Mumbai is experiencing severe flooding due to intense monsoon rains, high tides, and the city's historical reliance on reclaimed land and inadequate drainage infrastructure. The article highlights how haphazard urbanization and cascading infrastructure failures exacerbate the impact of natural disasters.

The southwest monsoon has been highly active over western India, with southwesterly winds loaded with moisture sweeping over the Western Ghats and delivering intense rains along the Konkan coast, while other weather systems offshore are routing more moisture over Mumbai and the surrounding areas. In urban areas in general, rainfall intensity matters more than volume.

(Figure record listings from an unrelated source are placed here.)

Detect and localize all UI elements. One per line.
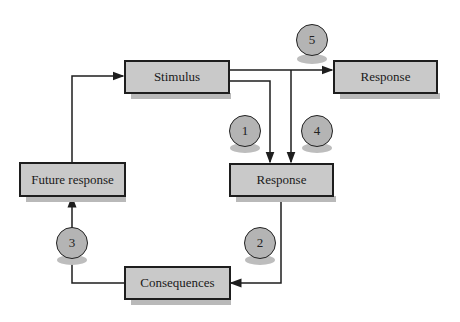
marker-2: 2 <box>244 227 276 259</box>
node-label: Future response <box>31 172 114 188</box>
node-response-middle: Response <box>229 163 334 197</box>
marker-label: 2 <box>257 235 264 251</box>
marker-4: 4 <box>301 115 333 147</box>
node-stimulus: Stimulus <box>124 60 230 94</box>
node-label: Consequences <box>140 275 214 291</box>
marker-label: 5 <box>309 32 316 48</box>
marker-1: 1 <box>229 115 261 147</box>
marker-label: 3 <box>69 235 76 251</box>
node-label: Response <box>361 69 411 85</box>
marker-label: 4 <box>314 123 321 139</box>
node-label: Stimulus <box>154 69 200 85</box>
marker-5: 5 <box>296 24 328 56</box>
marker-label: 1 <box>242 123 249 139</box>
node-future-response: Future response <box>19 162 126 197</box>
node-consequences: Consequences <box>124 266 231 300</box>
node-label: Response <box>257 172 307 188</box>
marker-3: 3 <box>56 227 88 259</box>
node-response-top: Response <box>333 60 438 94</box>
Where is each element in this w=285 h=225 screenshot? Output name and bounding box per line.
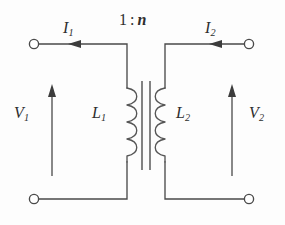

Mumbai itself can generally absorb moderate rainfall over several hours; however, its drainage — like in many Indian cities — cannot handle several hundred millimetres in short bursts. Heavy rainfall also overwhelmed river catchments in parts of Maharashtra, including around Nashik, while high tides reduced the efficiency of Mumbai’s stormwater drainage, worsening flooding in the city. Mumbai-Pune rail services were suspended after landslides in the Bhor Ghat and flights were affected. The closures of the Mumbai-Pune expressway and the Mumbai-Goa highway and significant flooding on the Mumbai-Ahmedabad expressway were disruptive, speaking to the increasing erraticity of monsoon rainfall, the vulnerabilities associated with linear infrastructure projects, and the ease with which the effects of natural disasters are compounded by cascading failures. A chawl collapse in Mankhurd took the lives of five children.